Lawrence A. Pizzella
a.k.a. Loose
Coupler
Most
Rockheads would agree that when the bug for building crystal radios
has bitten, you develop a thirst to make them out of anything you can
get your hands on. As the thirst grows stronger, more and more unlikely
items begin to look like the elements for the next Crystal Set.
Visualize this dedicated builder
as he surveys the various items around the house. Empty Coke cans morph
into variable capacitors, toilet paper rolls and almost anything cylindrical
morph into coil forms, old razor blades and rusty nails morph into detectors.
In recent months I noticed that the small plastic caps from my mineral
water bottles kept morphing into tuning knobs, and larger plastic lids
morphed into earphones. Perhaps it was all a mirage brought on by the
insatiable thirst to build that next Crystal Radio.
Well enough already! The thirst
must be quenched, and Gatorade is just the ticket!
The
Gatorade Radio has satisfied my thirst and stopped my hallucinations,
--at least for now. The circuit is a classic double tuned Loose-Coupler
wound on Gatorade bottles. A 10-220 pF poly Tuning capacitor from the
Electronics Gold Mine is glued into the lid and Calistoga Mineral Water
caps serve as the tuning knobs. To cover the band the coils are about
400uH. 65 turns of #28 enameled wire, space wound over the ribs of
the plastic Gatorade bottle does the trick. I can tune KSFO (right-wing
talk radio) in the North Bay at 560 kHz, and KLIV (CNN Headline News)

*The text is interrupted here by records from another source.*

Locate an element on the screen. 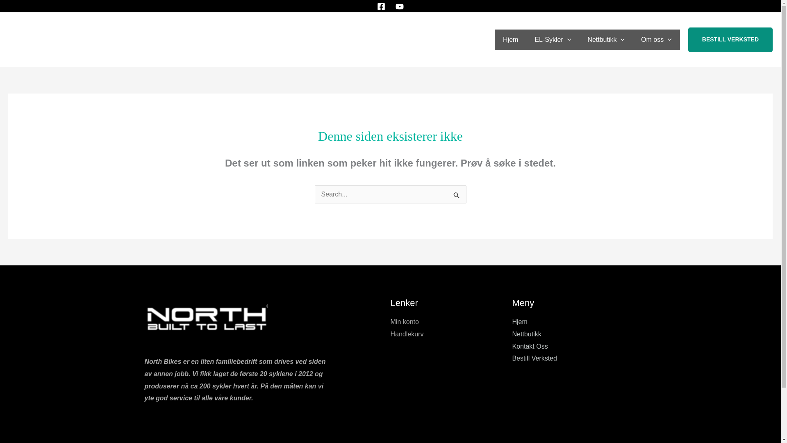  EL-Sykler is located at coordinates (552, 40).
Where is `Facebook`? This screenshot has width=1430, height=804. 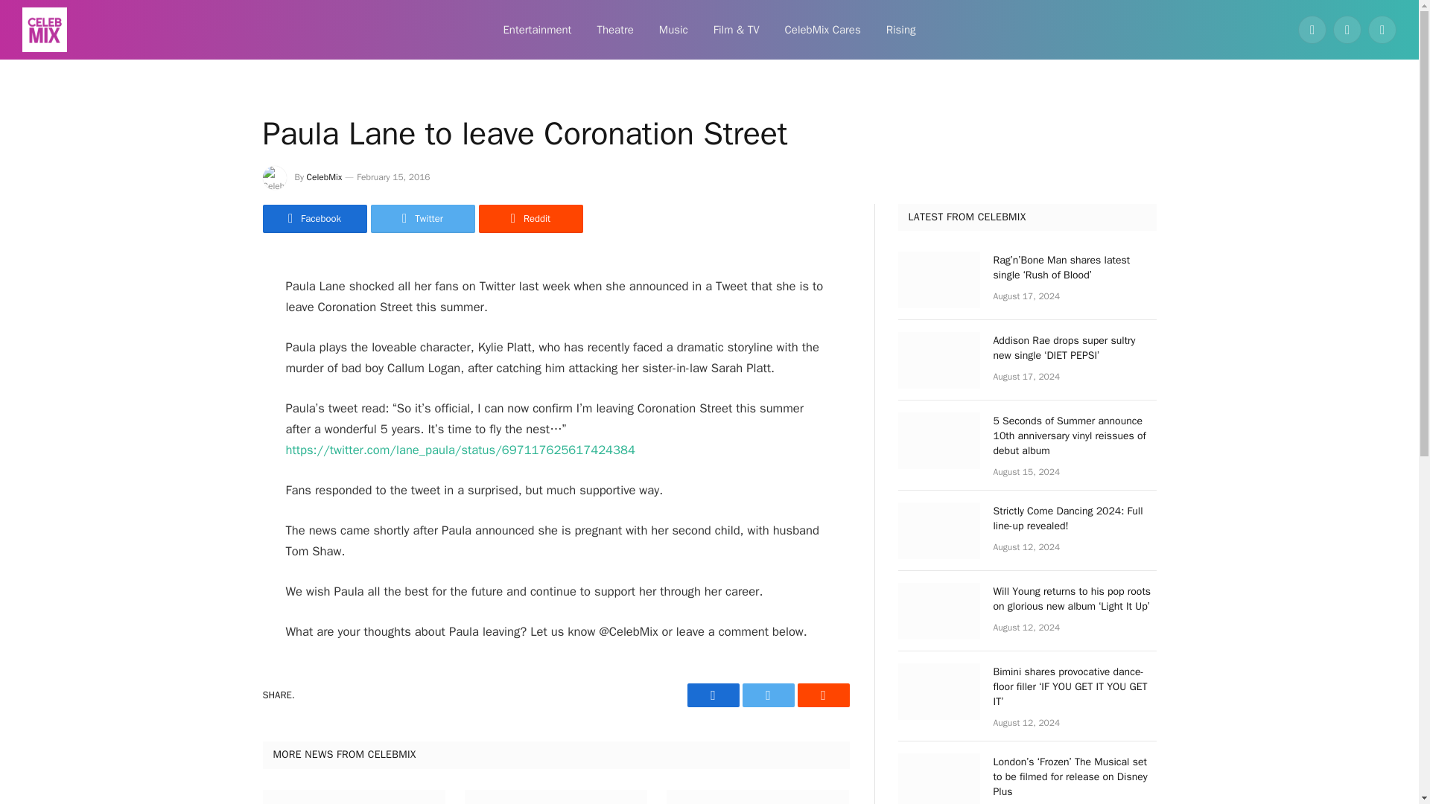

in San Jose at 1590 kHz. Tuning is a bit tight at the high frequency
end, but no tap changes or switches are needed. Be sure to set the
trimmers on the Poly Caps near minimum. I used double-sided plastic
carpet tape on the ribs of the bottle to hold the windings in place,
and to reattach the Gatorade labels. The detector bottle has a small
10-turn coil near the bottom that can be used for antenna coupling if
a single tuned configuration that uses only one bottle is desired.
The
detector diode has a notable history. I had already started to scrounge
parts while still in the Navy in the early 70’s. I would visit Mike
Quinn Electronics in Oakland looking for interesting stuff. He had
piles of old PCBs that I liked to sort through. Some boards had DTL
logic chips (Yes DTL!) which I found useful for repairing logic boards
used in some of our shipboard equipment. Also amongst these treasures
I found several boards loaded with germanium diodes, so a grabbed ‘em
looking forward to the day I might use them to build a Crystal Set.
Almost 30 years later one of them has found a home. Snips of PCB and
bits of wire for the Antenna, Ground, and Earphone terminals complete
this minimalist design.
But
the main reason for making a Crystal Set out of Gatorade bottles is
to showcase my home made earphone housed in two Gatorade lids. This
earphone is a low impedance type, so it requires a matching transformer.
(drats) It too is made of only bits of wire, plastic, and glue. (…and
a magnet.) Sensitivity and fidelity is a bit low now, but I have plans
for improvement.
When
used with a good set of phones, all the Bay Area stations are easily
heard and separated. I took this radio to the Museum of American Heritage
in Palo Alto, CA last week to show the kids who were there for our Electrostatics
class. The kids really thought it was “cool”. I do too.